### Problem
Using the material below, return exactly the lines between the one holding "Image resolution: width=560" and the one holding "Identify the location of back-btn: ←.", inclusive, and no others.

START Data provided

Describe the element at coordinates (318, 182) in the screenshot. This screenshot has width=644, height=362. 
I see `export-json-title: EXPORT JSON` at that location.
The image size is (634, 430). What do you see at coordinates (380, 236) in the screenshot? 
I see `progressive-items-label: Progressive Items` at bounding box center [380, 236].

END Data provided
START Data provided

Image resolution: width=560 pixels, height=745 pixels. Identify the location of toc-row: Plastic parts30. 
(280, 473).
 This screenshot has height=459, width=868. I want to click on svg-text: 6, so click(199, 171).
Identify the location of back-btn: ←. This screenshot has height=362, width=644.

END Data provided

### Response to this exercise
Image resolution: width=560 pixels, height=745 pixels. Identify the location of toc-row: Plastic parts30. 
(280, 473).
 This screenshot has height=459, width=868. I want to click on svg-text: 6, so click(199, 171).
Identify the location of back-btn: ←. This screenshot has height=362, width=644.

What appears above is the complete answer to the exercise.